Every year around this time, I sit down and try to write a blog post about my work anniversary at Autodesk. For the last five years, I have never published any of those blog posts. This is due to a mix of reasons, but mainly one: I write a lot of posts that I never publish because I feel there is too much noise. Second, it merges with my holidays, and then it's too late to publish.
This year, as it's my fifth anniversary, I've promised myself I will publish it no matter what. In the last two years, Product Management has become more popular among the AECO folks. More often now, I get contacted through LinkedIn about how I transitioned to my current role. My answer is always the same: this just happened to me; I didn’t aim for this. At some point, I will write a blog post about product, but today's post is about Autodesk and my career.
When I was 23 and studying architectural engineering in Copenhagen, I loved expressing architecture through technology. This was through a very early-stage Revit at the time (2008), Rhino, and Grasshopper. One of my good friends, who is now a very talented software engineer, mentioned to me, “You know you don’t have to work for architects all your life, right? You know you can move to a technology company.” He saw how much I enjoyed the intersection of technology and architecture/construction and encouraged me to pursue a career in that intersection. Fast forward to me moving to London, my career was fully immersed in that edge connecting two worlds that, for me, never made sense separated.
I need to point out that, for those who don’t know, I have made multiple parallel moves in my career. I didn’t study architecture as my first major. I did Art History. I wanted to be a curator and loved contemporary art, again in the intersection of art, experience, and performance, like Bill Viola.
Throughout my life, something I struggle to understand is why humans place knowledge into buckets of categories that don't really make sense to those of us curious about everything. My career has been a mix of fulfilling that curiosity, continuously learning, and adapting to things that are not familiar while still somehow connected to the next one. In my head, the progression from art to architecture to construction to technology has been a very logical sequence because all of them are present in one another somehow.
When the opportunity to work at Autodesk came along, I was working on the biggest project of my career in terms of size and budget, with probably the most ambitious requirements. A part of me remembered my friend's comment, and my gut feeling said, “do it.” I admit that most of my career decisions have been based on gut feelings. I also thought, “I’ll fix these products” – little did I know how challenging it is to build software products for AECO.
I will bluntly admit it was one of the best decisions I’ve ever made. In the past years at Autodesk, I have worked with the smartest people in my career. It required me to adapt to very different ways of working, learn from many cultures, and overall gave me the opportunity to work on products that many of my old construction colleagues use today. I get to have an impact on the industry I love in a different way, and at the moment with Tandem, to work on early-stage technology with a truly amazing team.
Now time for holidays before I embark into another year at Tandem and Autodesk.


Your answer needs to include each line of the records in which the string "will" can be found.

_ _ _ _

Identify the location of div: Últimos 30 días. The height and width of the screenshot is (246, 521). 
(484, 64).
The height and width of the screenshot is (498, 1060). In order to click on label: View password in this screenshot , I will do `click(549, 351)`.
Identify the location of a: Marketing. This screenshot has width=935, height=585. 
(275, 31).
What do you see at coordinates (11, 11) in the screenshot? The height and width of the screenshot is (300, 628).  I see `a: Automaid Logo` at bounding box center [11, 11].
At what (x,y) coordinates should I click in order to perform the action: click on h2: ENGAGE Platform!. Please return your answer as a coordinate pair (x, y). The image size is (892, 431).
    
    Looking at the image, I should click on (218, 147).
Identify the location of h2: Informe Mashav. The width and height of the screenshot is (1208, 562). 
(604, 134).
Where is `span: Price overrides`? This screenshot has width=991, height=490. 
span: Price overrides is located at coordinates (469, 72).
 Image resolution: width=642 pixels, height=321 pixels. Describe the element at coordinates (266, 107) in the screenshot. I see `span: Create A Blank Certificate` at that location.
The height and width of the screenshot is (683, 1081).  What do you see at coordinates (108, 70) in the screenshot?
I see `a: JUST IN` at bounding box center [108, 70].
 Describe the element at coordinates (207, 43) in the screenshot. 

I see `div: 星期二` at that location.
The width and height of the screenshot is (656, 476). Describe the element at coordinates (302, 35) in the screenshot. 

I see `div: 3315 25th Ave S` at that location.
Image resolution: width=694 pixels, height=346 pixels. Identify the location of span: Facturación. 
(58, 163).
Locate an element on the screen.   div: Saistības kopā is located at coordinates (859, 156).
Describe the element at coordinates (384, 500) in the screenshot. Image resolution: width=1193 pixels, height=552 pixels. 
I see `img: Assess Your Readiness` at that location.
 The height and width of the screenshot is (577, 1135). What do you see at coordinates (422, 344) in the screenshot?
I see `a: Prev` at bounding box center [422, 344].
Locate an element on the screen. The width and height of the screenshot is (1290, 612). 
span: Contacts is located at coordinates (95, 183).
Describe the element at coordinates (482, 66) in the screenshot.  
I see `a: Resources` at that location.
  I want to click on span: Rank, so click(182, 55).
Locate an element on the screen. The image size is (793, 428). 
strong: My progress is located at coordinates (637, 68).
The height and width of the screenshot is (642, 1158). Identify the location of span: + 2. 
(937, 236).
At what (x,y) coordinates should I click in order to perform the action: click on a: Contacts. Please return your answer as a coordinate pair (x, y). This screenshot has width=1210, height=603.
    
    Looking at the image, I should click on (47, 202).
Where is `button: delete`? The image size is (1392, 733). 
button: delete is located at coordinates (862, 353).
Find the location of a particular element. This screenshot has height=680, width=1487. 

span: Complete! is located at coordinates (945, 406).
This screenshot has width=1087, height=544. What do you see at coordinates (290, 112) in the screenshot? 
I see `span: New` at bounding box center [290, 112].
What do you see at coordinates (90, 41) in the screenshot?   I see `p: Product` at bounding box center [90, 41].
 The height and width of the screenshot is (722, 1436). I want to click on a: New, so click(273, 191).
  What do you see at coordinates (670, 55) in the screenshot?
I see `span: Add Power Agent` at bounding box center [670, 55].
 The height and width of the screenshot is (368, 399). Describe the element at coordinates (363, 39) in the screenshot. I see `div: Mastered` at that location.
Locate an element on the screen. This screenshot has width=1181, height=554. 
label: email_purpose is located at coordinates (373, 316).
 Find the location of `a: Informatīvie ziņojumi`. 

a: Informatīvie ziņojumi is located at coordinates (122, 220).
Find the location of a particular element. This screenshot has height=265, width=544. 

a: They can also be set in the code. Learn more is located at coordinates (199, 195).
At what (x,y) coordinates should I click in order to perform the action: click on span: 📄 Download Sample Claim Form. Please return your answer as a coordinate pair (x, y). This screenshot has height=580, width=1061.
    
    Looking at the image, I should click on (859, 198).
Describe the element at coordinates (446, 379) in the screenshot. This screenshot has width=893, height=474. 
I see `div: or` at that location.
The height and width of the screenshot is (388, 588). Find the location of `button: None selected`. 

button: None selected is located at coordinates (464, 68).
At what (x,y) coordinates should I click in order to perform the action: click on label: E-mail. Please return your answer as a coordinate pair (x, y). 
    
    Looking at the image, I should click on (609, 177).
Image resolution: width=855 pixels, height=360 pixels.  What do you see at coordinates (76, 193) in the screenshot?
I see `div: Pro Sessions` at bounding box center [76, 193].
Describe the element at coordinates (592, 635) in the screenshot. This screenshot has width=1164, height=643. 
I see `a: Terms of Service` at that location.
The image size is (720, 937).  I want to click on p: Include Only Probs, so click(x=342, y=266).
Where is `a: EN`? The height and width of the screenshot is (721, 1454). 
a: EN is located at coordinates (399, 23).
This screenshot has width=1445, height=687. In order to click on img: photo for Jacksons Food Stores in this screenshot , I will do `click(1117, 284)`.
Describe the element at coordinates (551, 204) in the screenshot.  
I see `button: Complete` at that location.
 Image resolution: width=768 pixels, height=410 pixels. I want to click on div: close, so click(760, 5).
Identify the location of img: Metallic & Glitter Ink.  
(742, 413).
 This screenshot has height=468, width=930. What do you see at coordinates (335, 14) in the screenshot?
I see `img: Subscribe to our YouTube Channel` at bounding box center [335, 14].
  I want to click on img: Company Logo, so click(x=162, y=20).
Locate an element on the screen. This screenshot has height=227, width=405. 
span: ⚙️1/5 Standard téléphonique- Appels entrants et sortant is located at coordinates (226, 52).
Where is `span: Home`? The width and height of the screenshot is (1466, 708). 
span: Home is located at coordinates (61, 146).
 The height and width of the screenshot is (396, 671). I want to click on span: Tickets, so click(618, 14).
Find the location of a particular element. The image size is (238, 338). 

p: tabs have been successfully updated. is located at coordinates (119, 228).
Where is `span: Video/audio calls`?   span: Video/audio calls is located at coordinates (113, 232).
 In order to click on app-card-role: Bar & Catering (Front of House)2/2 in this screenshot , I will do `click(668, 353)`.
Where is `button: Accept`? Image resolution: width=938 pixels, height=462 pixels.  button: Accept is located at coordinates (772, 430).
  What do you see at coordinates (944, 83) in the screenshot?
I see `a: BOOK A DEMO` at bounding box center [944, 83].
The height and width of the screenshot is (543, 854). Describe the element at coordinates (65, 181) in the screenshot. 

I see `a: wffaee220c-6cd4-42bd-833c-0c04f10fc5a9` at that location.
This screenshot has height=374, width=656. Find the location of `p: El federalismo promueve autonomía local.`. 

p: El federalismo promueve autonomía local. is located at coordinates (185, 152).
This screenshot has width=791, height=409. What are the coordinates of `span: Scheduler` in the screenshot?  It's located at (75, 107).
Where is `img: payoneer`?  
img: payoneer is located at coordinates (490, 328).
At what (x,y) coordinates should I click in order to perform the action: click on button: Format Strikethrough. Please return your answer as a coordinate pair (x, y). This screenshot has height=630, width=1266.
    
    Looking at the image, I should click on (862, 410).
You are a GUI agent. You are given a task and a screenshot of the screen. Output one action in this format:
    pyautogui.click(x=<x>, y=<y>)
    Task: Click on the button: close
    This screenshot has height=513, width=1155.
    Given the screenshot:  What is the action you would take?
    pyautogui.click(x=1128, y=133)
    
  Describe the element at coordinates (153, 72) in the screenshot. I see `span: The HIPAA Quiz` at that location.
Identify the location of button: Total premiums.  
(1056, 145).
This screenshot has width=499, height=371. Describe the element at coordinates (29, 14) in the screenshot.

_ _ _ _

# Finished exercise
The height and width of the screenshot is (498, 1060). In order to click on label: View password in this screenshot , I will do `click(549, 351)`.
This screenshot has width=1445, height=687. In order to click on img: photo for Jacksons Food Stores in this screenshot , I will do `click(1117, 284)`.
 In order to click on app-card-role: Bar & Catering (Front of House)2/2 in this screenshot , I will do `click(668, 353)`.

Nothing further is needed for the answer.